Things were roughest when the family was living in Delta Junction, Alaska.

That's when his mother broke up with her second husband, Hammond's stepfather, before his Army deployment from nearby Fort Greely.

She later married another man who drank excessively. The marriage ended after his mother was brutally beaten, Hammond said.

"The level of violence was escalated after a long drinking binge, and she left him," said Hammond, who moved in with his basketball coach while his mother recovered.

That period included a series of moves around the community that included homelessness and a period spent living in another family's barn.

"We were trying to make it weatherproof but it just never happened," Hammond said of living during cold months in the structure.

It wasn't all anger and turmoil, though.

Hammond describes his mother as charismatic and intelligent.

And he also gained strength from relationships with his basketball coach and the family of Neil and Maureen Wold.

The Wold family provided a stable home and an introduction to the Mormon faith. While with the Wolds, Hammond converted to the Church of Jesus Christ of Latter-day Saints. He also attended the University of Alaska, Fairbanks and played on the basketball team.

Hammond learned Portuguese and went on a mission to Porto, Portugal. He later went on a study abroad program in Chile.

Hammond moved to Las Vegas, where he earned undergraduate and graduate degrees in political science from the University of Nevada, Las Vegas after his wife landed a job at the Thomas & Mack Center.

Since then Hammond has turned his attention to teaching and family. He and his wife have three children, two of whom were adopted.

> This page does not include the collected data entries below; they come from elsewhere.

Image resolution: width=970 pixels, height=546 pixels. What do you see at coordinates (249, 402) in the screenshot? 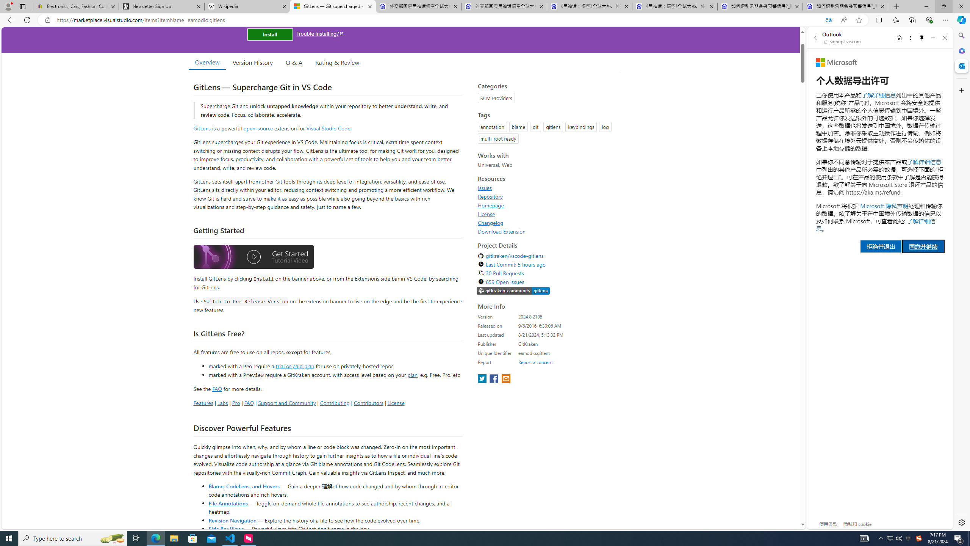
I see `FAQ` at bounding box center [249, 402].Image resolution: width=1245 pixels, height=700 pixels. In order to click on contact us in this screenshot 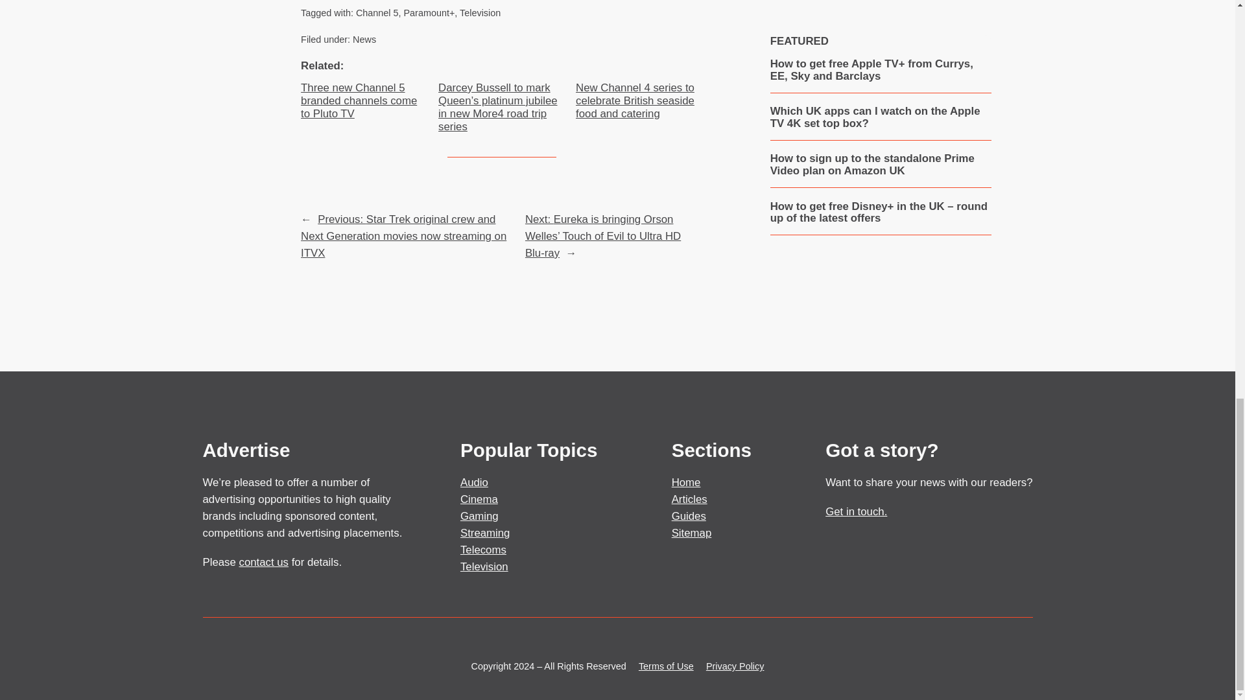, I will do `click(263, 562)`.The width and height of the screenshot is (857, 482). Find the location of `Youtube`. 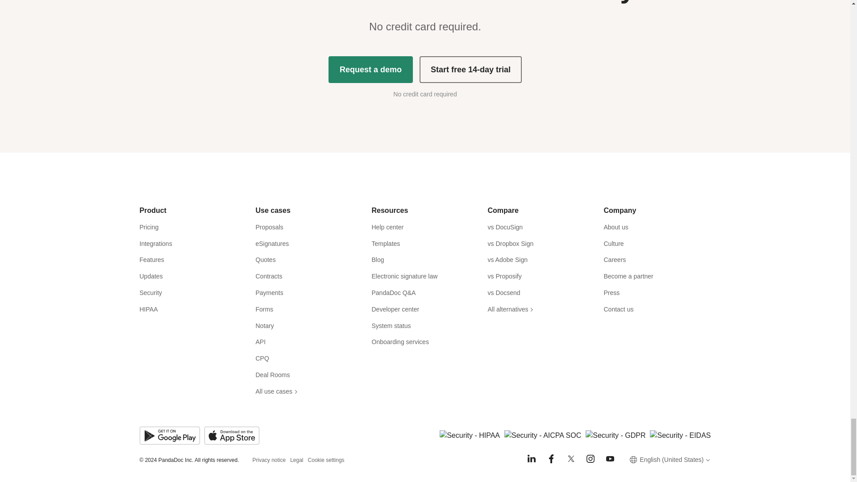

Youtube is located at coordinates (610, 459).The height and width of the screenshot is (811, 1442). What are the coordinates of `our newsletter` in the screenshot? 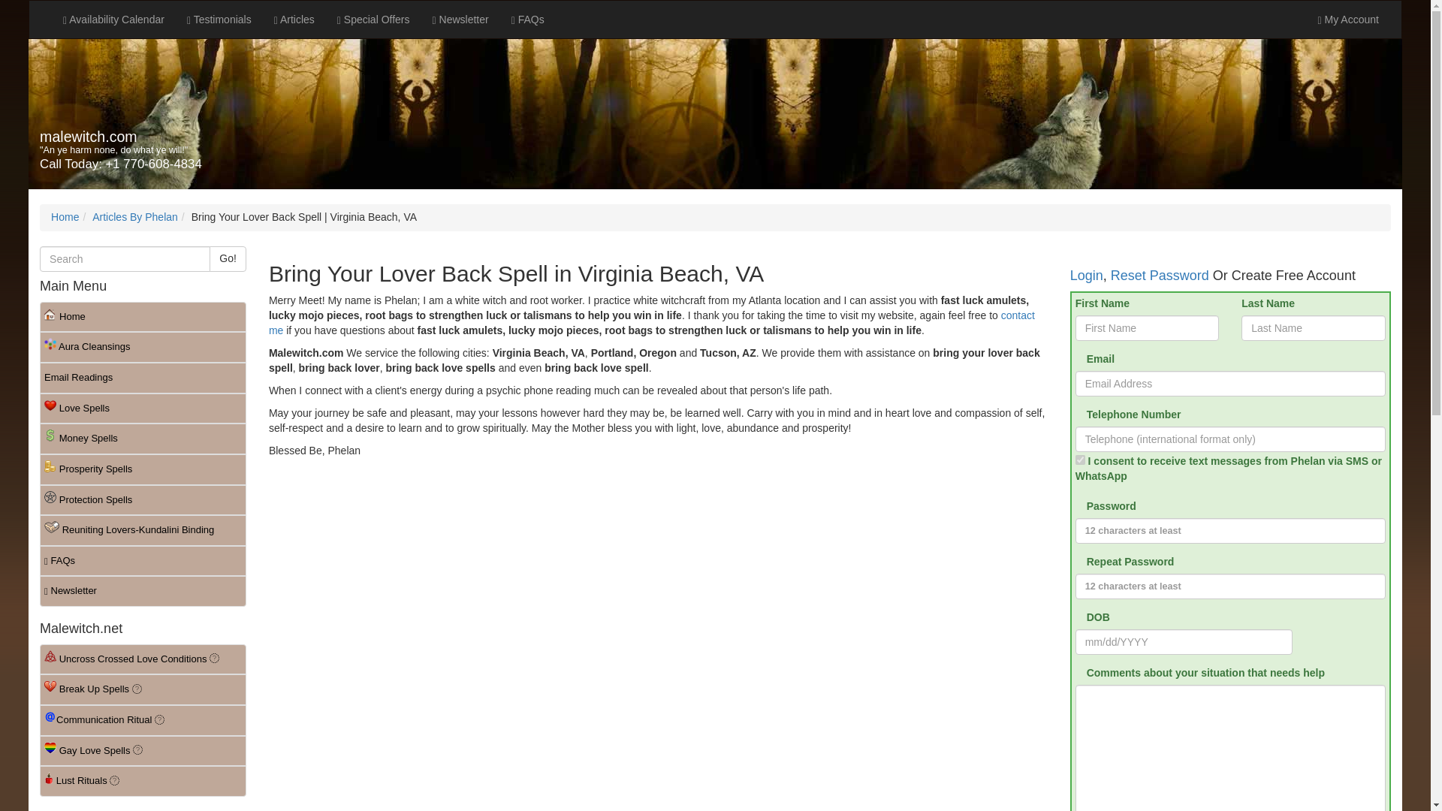 It's located at (460, 20).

And he's trying to help students in Indian Springs gain the skills and confidence they need to avoid choices that lead to destructive relationships and lifestyles.

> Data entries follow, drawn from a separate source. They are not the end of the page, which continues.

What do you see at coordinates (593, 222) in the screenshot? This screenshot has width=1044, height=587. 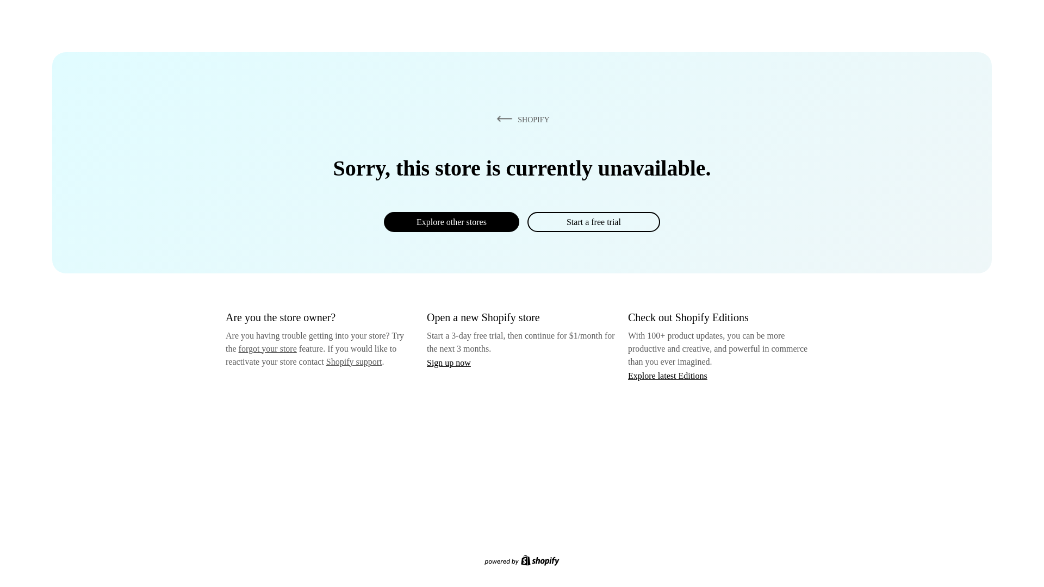 I see `Start a free trial` at bounding box center [593, 222].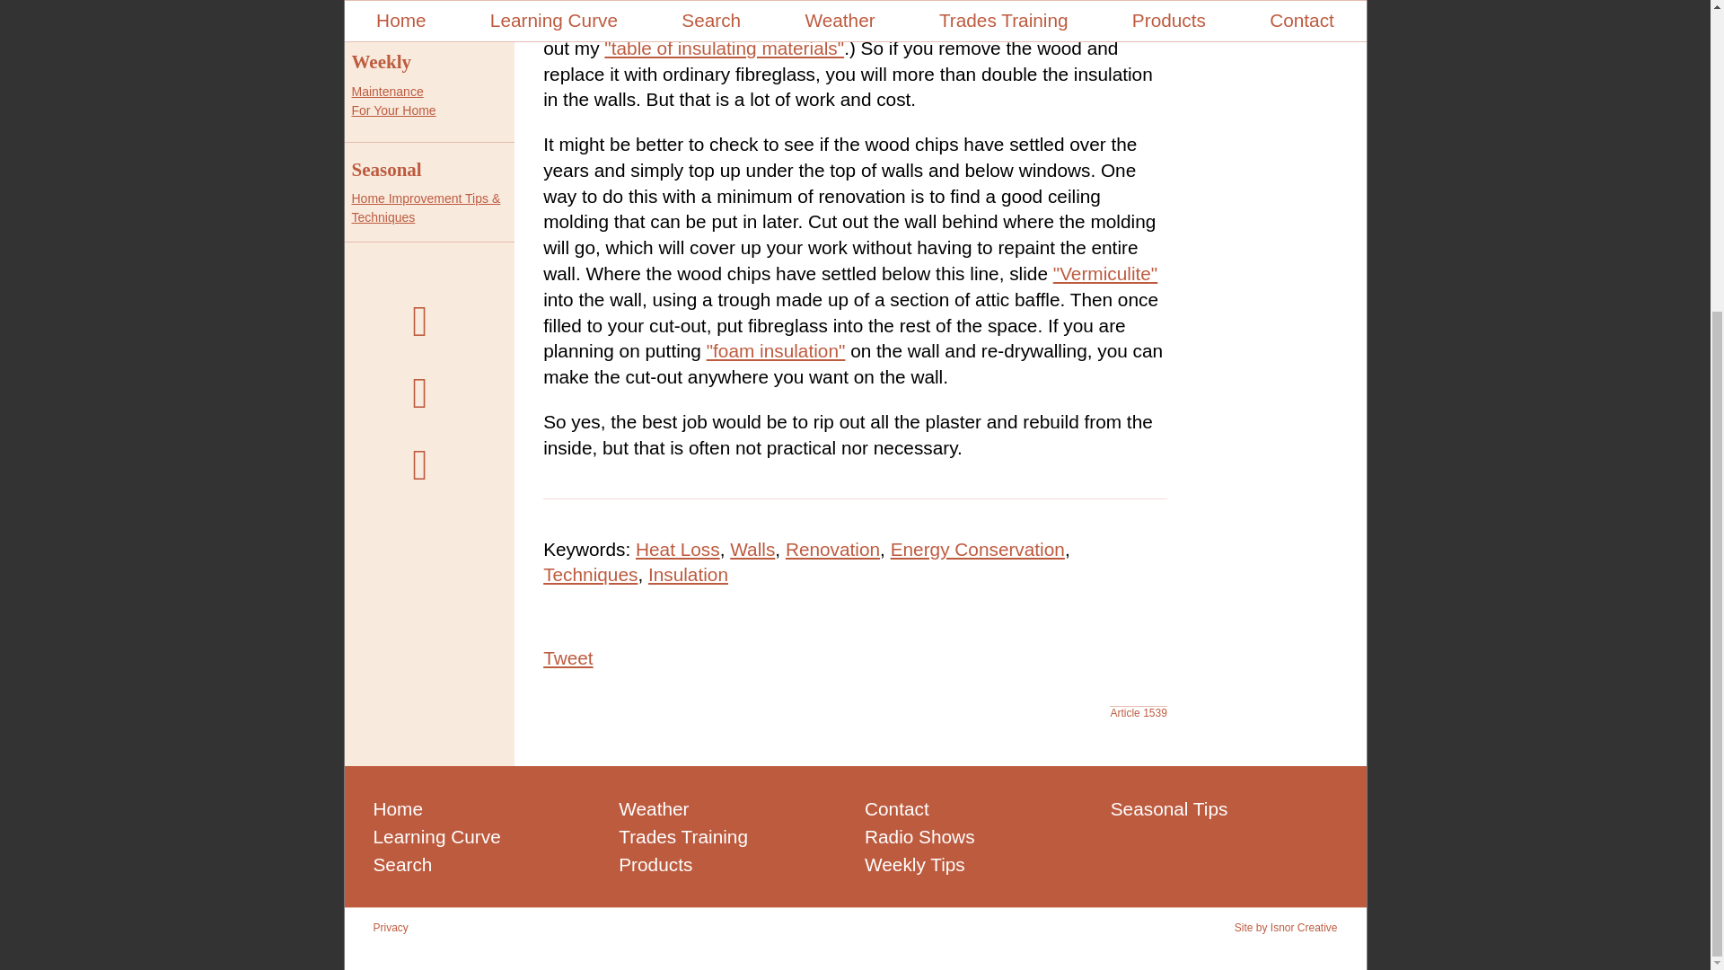  Describe the element at coordinates (776, 350) in the screenshot. I see `"foam insulation"` at that location.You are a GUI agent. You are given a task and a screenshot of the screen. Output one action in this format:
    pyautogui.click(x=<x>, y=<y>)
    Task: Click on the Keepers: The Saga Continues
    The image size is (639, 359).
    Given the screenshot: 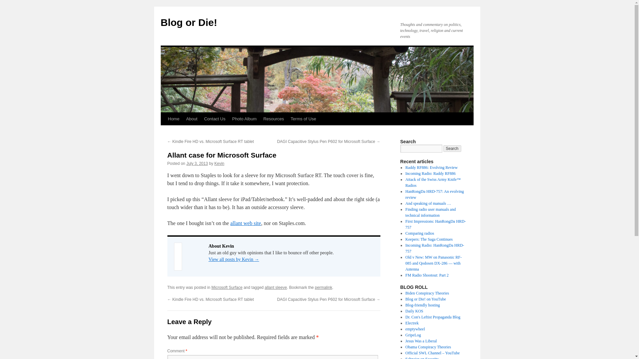 What is the action you would take?
    pyautogui.click(x=429, y=239)
    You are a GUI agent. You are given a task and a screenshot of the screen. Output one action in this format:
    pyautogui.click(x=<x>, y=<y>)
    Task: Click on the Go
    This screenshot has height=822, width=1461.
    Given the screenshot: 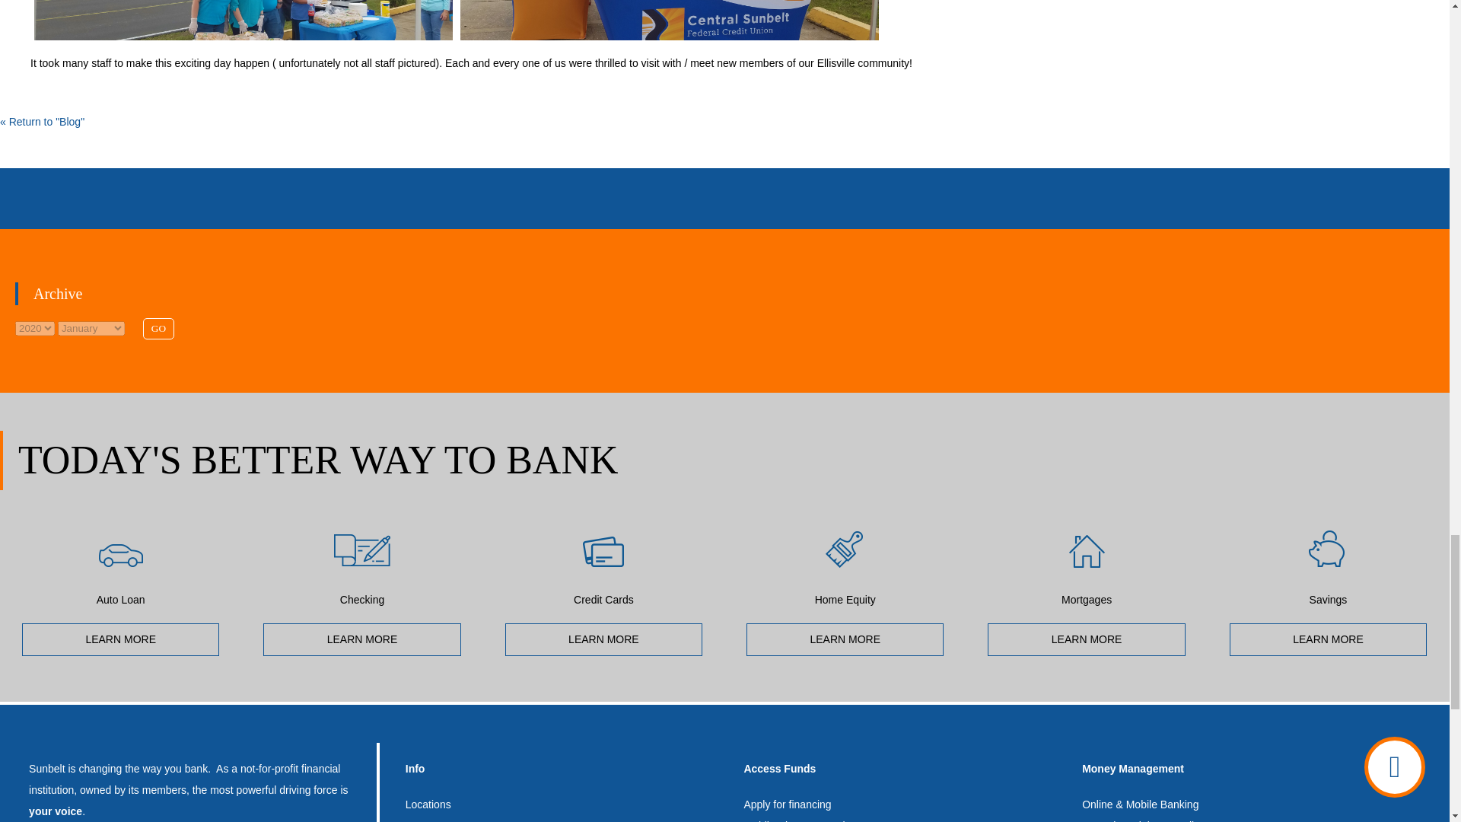 What is the action you would take?
    pyautogui.click(x=158, y=329)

"There is a reason I coach girls. It stems back to when I was a kid," Hammond said. "I always felt that someday that's what I was going to do, help make sure that the women I was around always felt that confidence."

Hammond, a Republican, says much of his political philosophy is rooted in the positive and negative experiences he had in Alaska.

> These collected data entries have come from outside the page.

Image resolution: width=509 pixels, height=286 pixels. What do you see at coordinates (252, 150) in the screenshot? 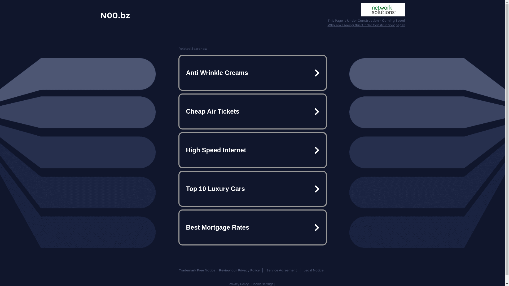
I see `High Speed Internet` at bounding box center [252, 150].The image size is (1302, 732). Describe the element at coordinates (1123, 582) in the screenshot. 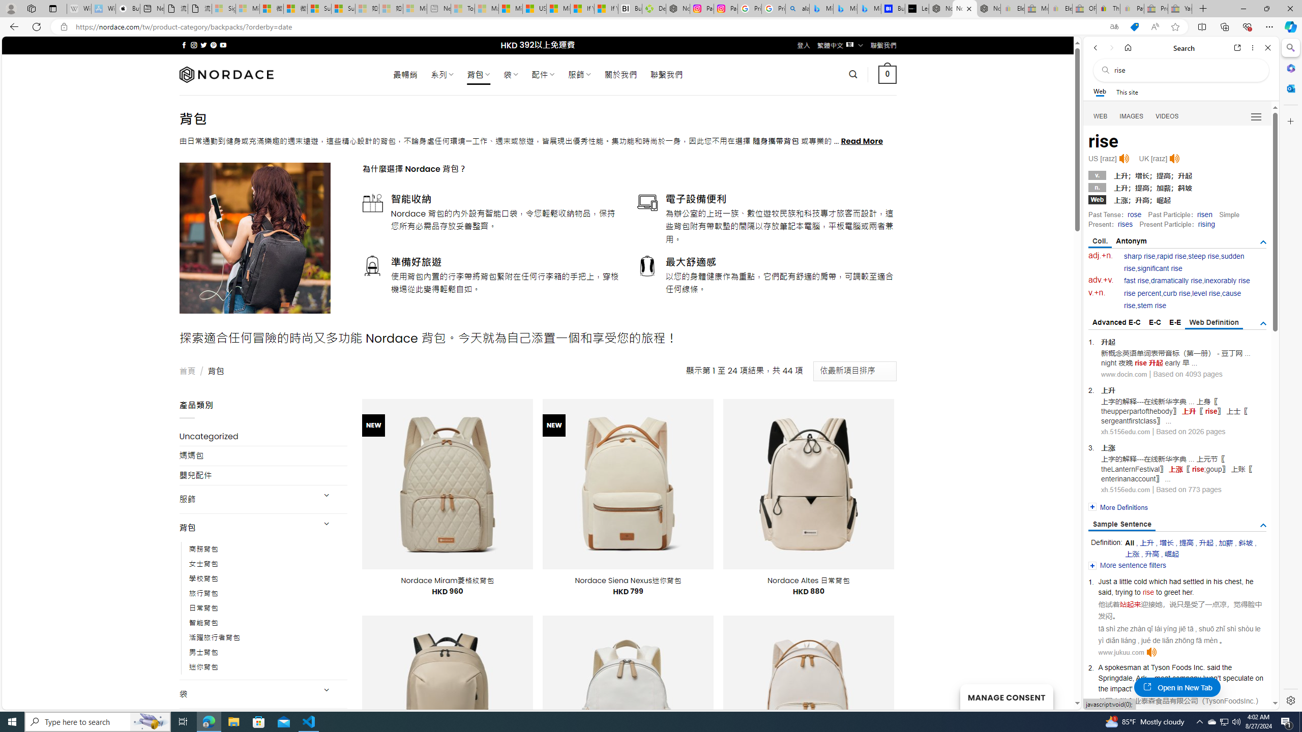

I see `a little` at that location.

"It really was ingrained in me you really have to work hard for something and hold onto it and make sure you are taking care of your family," he said.

Hammond will need that independent spirit if he intends to keep his promises to stand up to entrenched interests in Carson City.

His criticism of the Nevada State Education Association, which represents the state's teachers and education support professionals, is one stance that probably will lead to backlash, including some from co-workers in Indian Springs.

Hammond doesn't think a tax increase is needed to improve schools. He favors reforms that include a voucher system and more accountability for teachers, including the elimination of tenure.

Hammond says the Nevada education system is too inwardly focused.

He thinks it will take pressure from outside the system to implement new ideas such as vouchers, the elimination of teacher tenure and other accountability measures.

"I was always pushed as a basketball player when I saw people who were better than I was," Hammond said.

Those stances put him at odds with official union positions.

"I'm going to be hated among my colleagues for a while; but in all honesty there are a lot of my colleagues who see that, too," he said.

Contact reporter Benjamin Spillman at bspillman@ reviewjournal.com or 702-477-3861.